“I started playing music as a kid. When I was eight, I started learning guitar. I’ve been taking lessons my whole life,” says Sahara Grim in an interview with Culture Cabinet, reflecting on an artistic journey that spans decades, continents, and one very transformative retreat to the forest. Her debut full-length Fable, produced by Luke Temple (released earlier this year), is not merely an album, but a reckoning. A winding, lushly imagined coming-of-age story steeped in fairy tales, solitude, self-inquiry, and most of all, patience.

“I started writing music when I was thirteen, and have been playing it with a band since I was sixteen,” Grim continues, explaining she studied music and played in bands all throughout her time at University of California, Los Angeles. But when the world shut down in the wake of COVID, so too did her carefully laid plans. “Post college, it was COVID. So when I thought I was stepping out into the world, outside of the school scene, I ended up moving up north to nature, near Big Sur.”

That escape, though disruptive at first, soon became a portal. “This project started naturally coming to me that turned into Fable.” She describes her time living near Big Sur with the quiet awe of someone who found more than peace in the trees. “I started writing these songs as a way to process my own experiences. And because I was waking up in the forest every day, it was this magical setting that was very visually inspiring.”

At the time, she was also reading Women Who Run With the Wolves, a collection of psychological folk analysis and ancestral wisdom. “I was living in a fairy tale setting, and reading this book and writing these songs, and I was realizing that my songs paralleled the messages of a lot of these different stories.” The stories, she says, weren’t just metaphors. Rather, they became blueprints. “The songs are really personal, and it was a way to make them for everyone else in a way that related to them without being too in the details.”

The process was slow and sprawling. “It’s hard to explain, because it was so many years,” she says of the creation of Fable. “It was over four or five years of forming the songs and the ideas.” After returning to Los Angeles, she held her vision close. “I was really holding on to it tight. I was like, ‘I don’t know who I want to make this with.’ I had all these different ideas.”

Eventually, through mutual friends, Grim was introduced to Luke Temple. “I had known of his stuff before. We had all these mutual people, and I just had an intuition about it, and I’m really glad we did, because he had such a clear vision for worlds too and directions to take the songs.” The studio became a sandbox of collaborating and creating. 

The album opens with “Solitude,” and the title sets the tone. I recluse and took my time to reground and just find what my personal style and direction was. For Grim, this project marked a shift. “This felt like a full-on stepping into the idea of ‘What’s actually me?’”

Among the tracks that mean the most to her is “Hysteria.” “It was challenging,” she says. “It was a tricky one. Some songs, you finish them fast. They write themselves. ‘Hysteria,’ I really knew it wanted to break through. It’s such a long one. It’s like a movie, almost in a song.” What began as a difficult piece became a breakthrough. “It’s about being too emotional and it making you feel crazy. But ultimately, self-acceptance.” She adds, “As Luke said, it’s a neat song. I love that old school word.”

Then there’s “The Red Shoes,” the first track that came to life. “I made it in my room with my friend Jake, and it was the first song on Fable that was even a thing.” Playful and striking, the track kicked the entire project into gear: “We had a lot of fun channeling the sassy little vibe. And that one really kicked it off. So it has a special place in my heart.”

Another standout, “Time Wanderer,” shows Grim’s lighter side. “It’s just light and it’s really different from all the other songs. You can just put it on casually, it’s a bop, and it’s nothing too heavy.” She recalls collaborating on the track with her friend Naila on harp and watching the sound evolve. “Originally, it was a slow one with no drums, and it really transformed.”

In the end, Grim hopes Fable becomes a space of connection. “I definitely wrote these songs when I was very isolated and just living in my head and not seeing people. It was this very weird time in the world.” But despite the solitude, the aim is not distance, but resonance. “I always say the music I make is for the people it resonates with. But overall, I guess if it made you feel seen, then I feel like I’ve done my job.”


▸ **TASK BRIEF**
Show every line of the data below that includes the word "bbox".

▸ **EXERCISE DATA**

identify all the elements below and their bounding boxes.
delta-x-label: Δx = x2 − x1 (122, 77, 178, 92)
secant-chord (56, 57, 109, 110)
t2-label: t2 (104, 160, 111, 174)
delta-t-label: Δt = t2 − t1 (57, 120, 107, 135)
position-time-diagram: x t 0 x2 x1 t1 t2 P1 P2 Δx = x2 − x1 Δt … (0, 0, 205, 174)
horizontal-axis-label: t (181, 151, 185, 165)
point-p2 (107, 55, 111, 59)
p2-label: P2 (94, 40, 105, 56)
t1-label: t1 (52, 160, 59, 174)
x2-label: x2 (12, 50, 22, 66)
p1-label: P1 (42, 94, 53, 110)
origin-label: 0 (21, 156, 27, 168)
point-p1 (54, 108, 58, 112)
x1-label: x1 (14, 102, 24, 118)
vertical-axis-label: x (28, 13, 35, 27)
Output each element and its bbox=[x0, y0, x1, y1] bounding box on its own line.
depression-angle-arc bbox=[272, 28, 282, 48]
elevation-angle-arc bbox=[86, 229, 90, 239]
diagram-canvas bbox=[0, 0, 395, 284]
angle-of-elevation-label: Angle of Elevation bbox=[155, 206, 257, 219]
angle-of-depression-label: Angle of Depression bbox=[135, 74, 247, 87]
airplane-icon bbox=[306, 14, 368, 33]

▸ **EXERCISE ANSWER**
Output each element and its bbox=[x0, y0, x1, y1] bounding box on its own line.
depression-angle-arc bbox=[272, 28, 282, 48]
elevation-angle-arc bbox=[86, 229, 90, 239]
diagram-canvas bbox=[0, 0, 395, 284]
angle-of-elevation-label: Angle of Elevation bbox=[155, 206, 257, 219]
angle-of-depression-label: Angle of Depression bbox=[135, 74, 247, 87]
airplane-icon bbox=[306, 14, 368, 33]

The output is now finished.